One site that got hit by Google’s Penguin update has managed to make a comeback, thanks to Google’s most recent data refresh of the algorithm update. WPMU’s story has been in the spo...
Google Penguin Update: More On That Recovery Story From WPMU
Written by Chris Crum
  • One site that got hit by Google’s Penguin update has managed to make a comeback, thanks to Google’s most recent data refresh of the algorithm update. WPMU’s story has been in the spotlight as an example of where a legitimate non-spammy site was hit by an algorithm update designed to attack webspam. We spoke with James Farmer who runs the site (which distributes WordPress themes) about the situation before the recovery, and now he’s shared some more thoughts about the whole thing with WebProNews.

    “I’m going to stick my neck out here and say I think we’re going to see a recovery *far better* than the traffic we experienced before,” Farmer tells us. “Which makes me wonder if we were being ‘kind’ [of] penalized before, but that the new penguin update has actually used something (like our social signals, for example) to really stamp that out.”

    “Needless to say I’m super happy,” he adds.

    Earlier this week, Ross Hudgens from Full Beaker, who provided some assistance and advice to Farmer, blogged about the recovery at SEOmoz. In that post, it mentions that Farmer did some other things to improve quality, beyond the Penguin-specific advice he was given.

    “Well, because we didn’t want to appear at all self-promotional we didn’t mention that one of the things we did was to actually eat our own dog food and implement the Infinite SEO plugin we make at DEV (instead of all the other bits and bobs we were using). This gave us a nice clean and unbroken sitemap.”

    “Plus, and this one may be significant, given that we’re a WP site, we were getting a bunch of warnings in Webmaster Tools (and via our SEOMoz report) about dodgy URL paramaters (? queries etc.) and so we implemented, finally, canonical URLs from all of the various comment permalinks etc. etc. to the actual posts themselves.”

    In the SEOmoz piece, Hudgens wrote:

    The most perilous piece of WPMU’s link profile came from one site – EDUblogs.org. EDU Blogs is a blogging service for people in the education space, allowing them to easily set up a subdomain blog on EDUblogs for their school-focused site – in a similar fashion to Blogspot, Typepad, or Tumblr, meaning that each subdomain is treated as a unique site in Google’s eyes. Coincidentally, this site is owned by WPMU and Farmer, and every blog on the service leverages WPMU theme packs. Each of these blogs had the “WordPress MU” anchor text in the footer, which meant a high volume of subdomains considered unique by Google all had sitewide “WordPress MU” anchor text. In what might have been a lucky moment for WPMU, this portion of their external link profile was still completely in their control because of WPMU ownership.

    In what I believe is the most critical reason why WPMU made a large recovery and also did it faster than almost everyone else, Farmer instantly shut off almost 15,000 ‘iffy’ sitewide, footer LRDs to their profile, dramatically improving their anchor text ratios, sitewide link volume, and more.
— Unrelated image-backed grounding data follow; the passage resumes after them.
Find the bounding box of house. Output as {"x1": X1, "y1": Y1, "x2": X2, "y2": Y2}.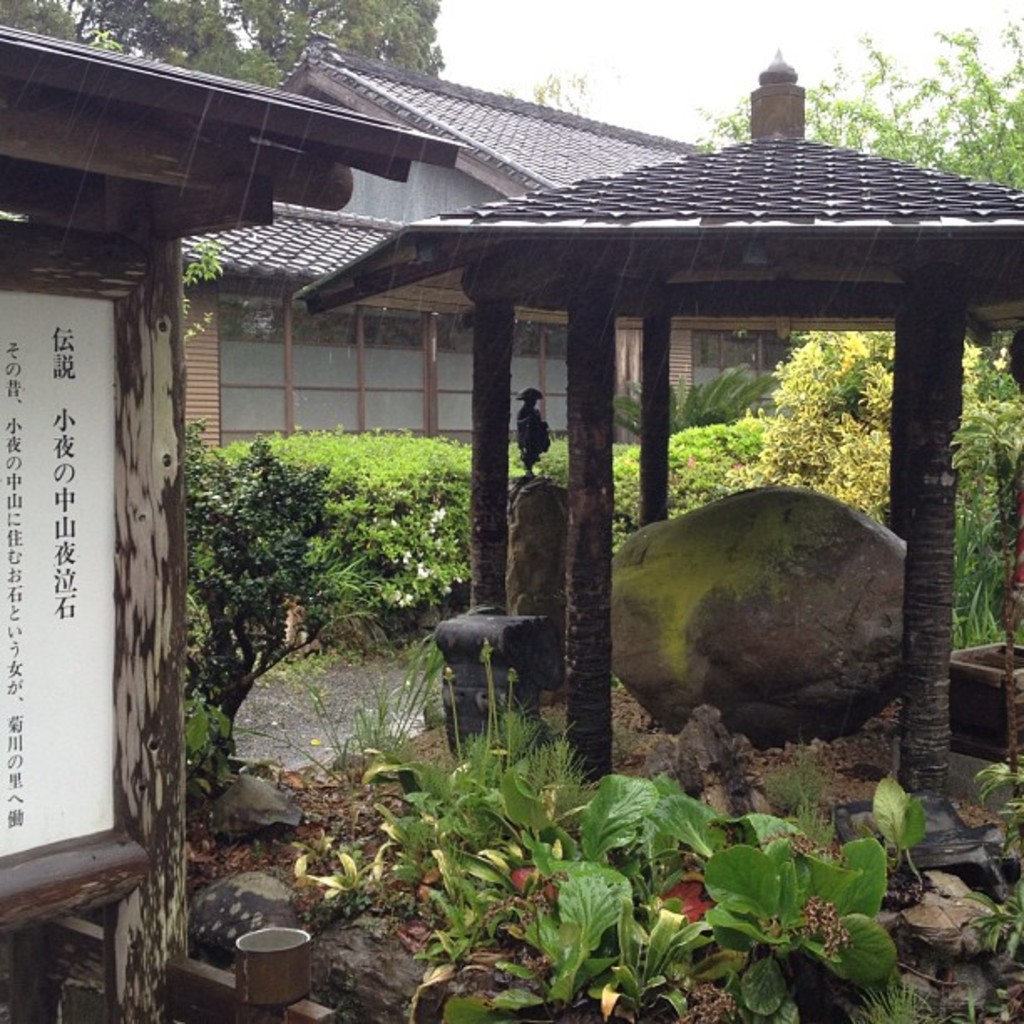
{"x1": 0, "y1": 17, "x2": 463, "y2": 1022}.
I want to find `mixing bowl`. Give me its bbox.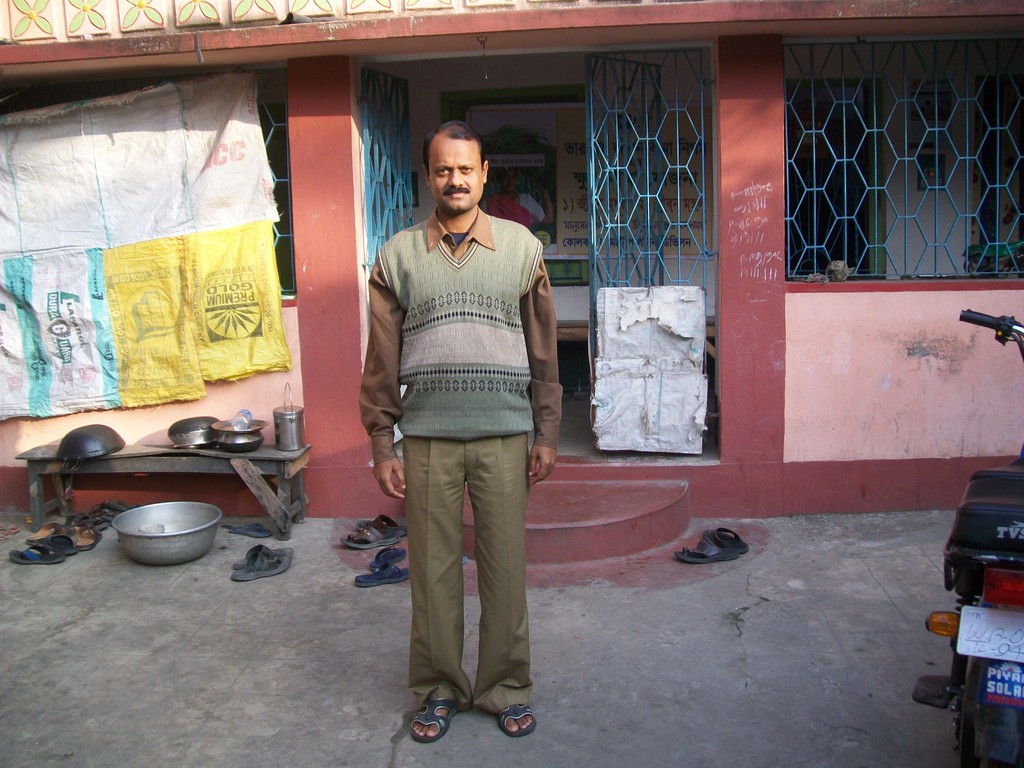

    We asked Farmer if the EDUblogs.org situation was the biggest factor in the recovery in his opinion, and whether he thought if that were the only thing that was addressed, the site would have still recovered.

    “A commentator on SEOMoz pointed out that WPMUD EV – our main business – is still linked to on Edublogs! And widely too!” he says. “However, as I responded to them, WPMU DEV has actually seen a significant growth (12%) in Google traffic in the last month, the second biggest monthly unseasonal bump there in the last couple of years.”

    “So I think that the removal of edublogs links may have been a factor, in fact I reckon it was a factor, but I think that Google identifying the strength of the site through our social presence and tweaking Penguin appropriately was the real deal,” he adds.

    “As we’ve been 100% above board with everything we’ve done and have to offer, I really hope we were a poster child for how Google could improve its results,” Farmer says.

    When WPMU first came into the spotlight, Google’ Matt Cutts had pointed out some specific problem link examples, which came in the footers of some WordPress themes that appeared on spam blogs. Part of Farmer’s post-Penguin strategy has been to request the removal of these links.

    “I don’t think anyone gets good referrals from footer links, apart from possibly great designers who insist on credits,” he says. “To me it was always just a ‘part of the same company’ thing. Iit just made sense, [but] clearly not!”

    “I think that if we do add them back it’ll be 100% branded and on relevant pages only (ie. the homepage, about page for the company). I think that given the relevance we’ll dofollow them,” he says.

    While he’s certainly a little biased in this department, Farmer says he thinks Google’s results in general have gotten better with the most recent Penguin refresh, saying “it’s like manna from heaven. Thank you for listening Google!”

    In a new post, Farmer says he’s getting record referrals since the latest Penguin update.